John Hurrell – 4 March, 2015
As a piece of suspended sculpture, Millar's Gallery Four project up on the top floor alludes to an unfurling 'brushstroke', being a buckled strip made of thick laminated plywood that is painted. Like any strip this hefty band has two sides: one covered with a black and white pattern of dots and knobby protrusions that seem to reference grainy photocopying or printing and enlarging of image; the other coated with a plain, very pale pink - as if an abstracted erotic body.
Auckland
Judy Millar
The Model World
13 February - 5 April 2015
Gow Langsford
Proof of Heaven
4 March - 28 March 2015
Swell publication
Devised by Trish Gribben, Phillip Fickling and Judy Millar
Hardcover, 12 pp
Te Uru 2014
Auckland currently has a number of new Judy Millar projects to be pondered over and enjoyed in Te Uru and Gow Langsford, as well as Swell - a ‘pop up’ book ostensibly for children but really for art loving adults.

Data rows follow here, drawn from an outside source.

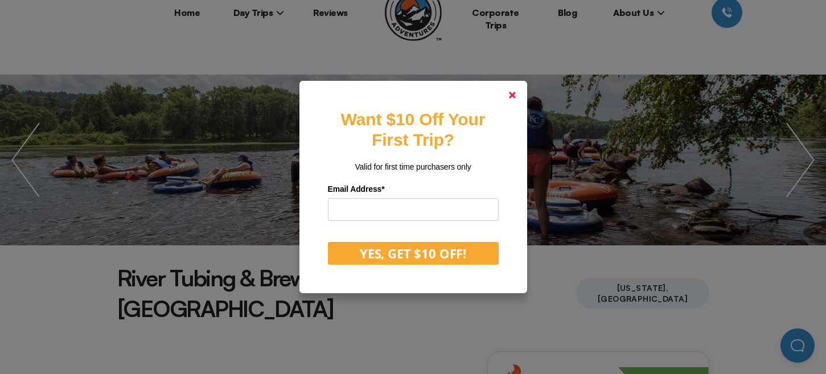  I want to click on span: Valid for first time purchasers only, so click(413, 167).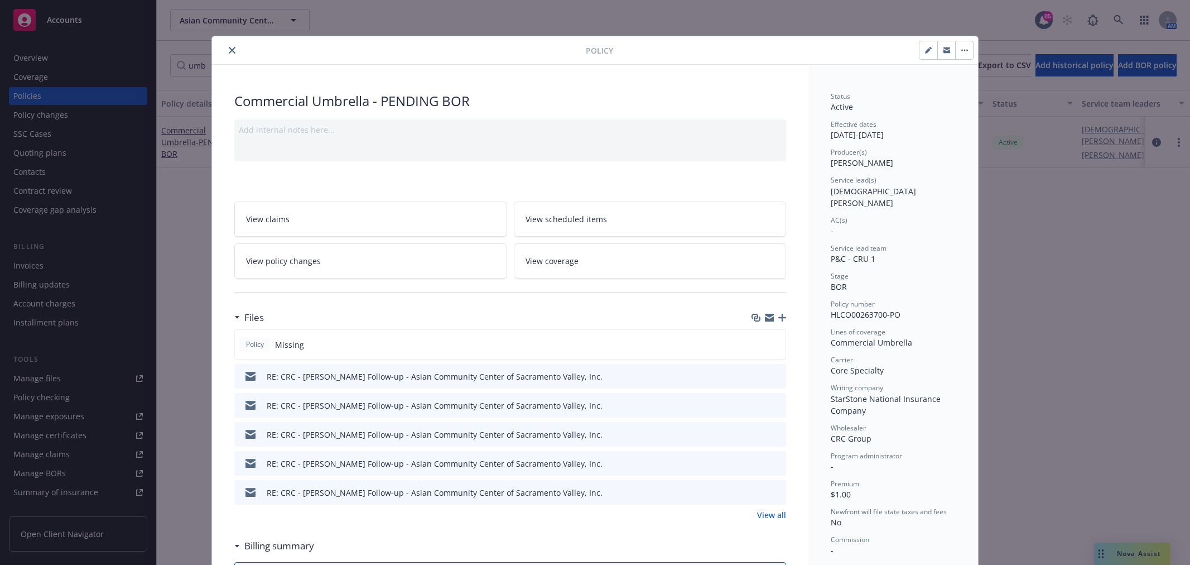 The height and width of the screenshot is (565, 1190). I want to click on span: View claims, so click(268, 219).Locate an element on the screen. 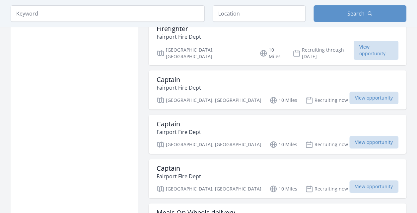 The width and height of the screenshot is (417, 213). input: Location is located at coordinates (259, 14).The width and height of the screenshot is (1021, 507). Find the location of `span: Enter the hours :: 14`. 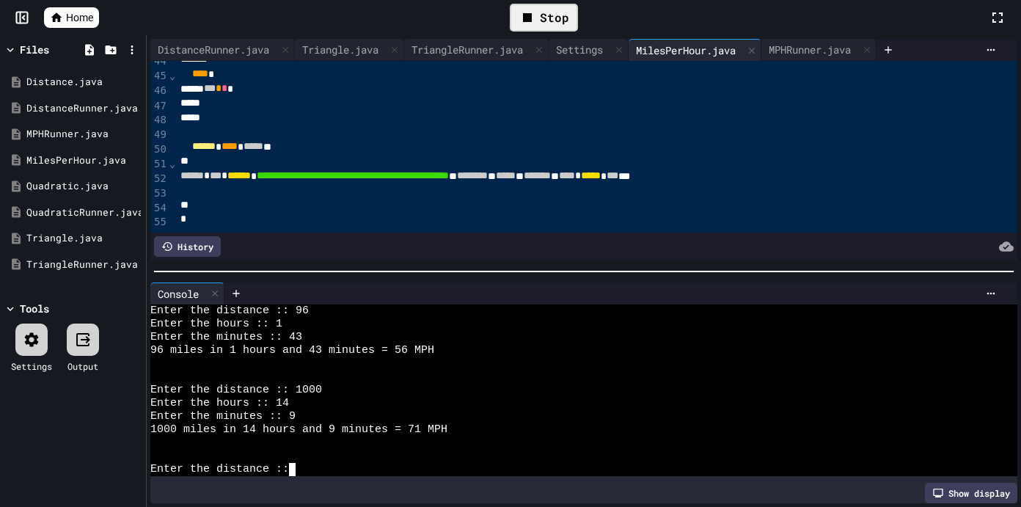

Swell features the writing abilities of Trish Gribben and design skills of paper engineer Phillip Fickling, being a hardcover book with six collapsable paper sculptures that become erect when the double pages are opened up and flattened out. It is a very clever way of interesting people in Millar’s installation and painting practices, with its vibrant colour, surprising movements and witty references to Millar’s gallery projects; an inspired idea that with the luxury of hindsight might seem obvious, but which is nevertheless absolutely refreshing.
Published by Te Uru, the book’s ideas are extended by Millar through two installations in Titirangi. In Te Uru’s Gallery Three on the middle floor, five large sculptures covered with black and white patterns are painted on and bathed in light from a projector in the corner. They investigate ways of getting a sculpture to stay in position in space, looking at methods of support.
Two of these elaborate on designs and structural methods from the book by offering visitor participation. You can temporarily transform these forms, through pulling hard on a rope to raise a flap bearing wobbly bits on hinges, or turning a wheel that is on the floor to make a flat strip arch upwards like a serpent. It takes a certain amount of muscle to do this - not being possible for a child - and it might even get your arms aching if (like me) you never work out and are not used to it.
Millar’s Gallery Three installation also references her Gallery Four project up on the top floor. As a piece of suspended sculpture, it alludes to an unfurling, codified ‘brushstroke’, being physically a buckled strip made of thick laminated plywood that is painted. Like any strip this hefty band has two sides: one covered with a black and white pattern of dots and knobby protrusions that seem to allude to grainy photocopying or printing and enlarging of image; the other coated with a plain, very pale pink - as if an abstracted erotic and vulnerable body. The linear form might also refer to cosmological theories of the universe (or a universe) - its shape.
This convoluted form tightly interacts with the architecture of the room. It just squeezes in, being tilted and held in position by eleven slings and pulleys with nylon lines that extend downwards to be wound around wooden handles bolted to the walls. You can walk around and under it, exploring different undulating vistas and unexpected angles. As a sculpture that convincingly locks into the Te Uru space it is deeply satisfying. I think it is the best Judy Millar installation (or architectural intervention) I’ve seen so far.
The Model World (top floor) has a calming, contemplative quality that is quietly haunting. However in contrast, back in town in Gow Langsford, the six works on paper and eight canvases of Proof of Heaven - featuring the ‘subtractive’ paint removing process Millar is now famous for - have an exceptionally wild freneticism. They exude a high energy that sustains invention within the types of hyperactivity. Her looping sweeping swirls, clusters of pitted pockmarks from stabbing bristles, and convulsive finger-twitching wipes here crash and jostle to make a grinding cacophony of colliding textures that sucks you into its vortex.
There is a deeply Romantic baroque exuberance to these manic images, and the background colours peeking through the removed paint have a rainbowlike hippie sweetness that reminds me of some sixties Haight Ashbury or Peter Max posters. This backdrop adds to the ferocity of the marks: an unnervingly pretty contrast.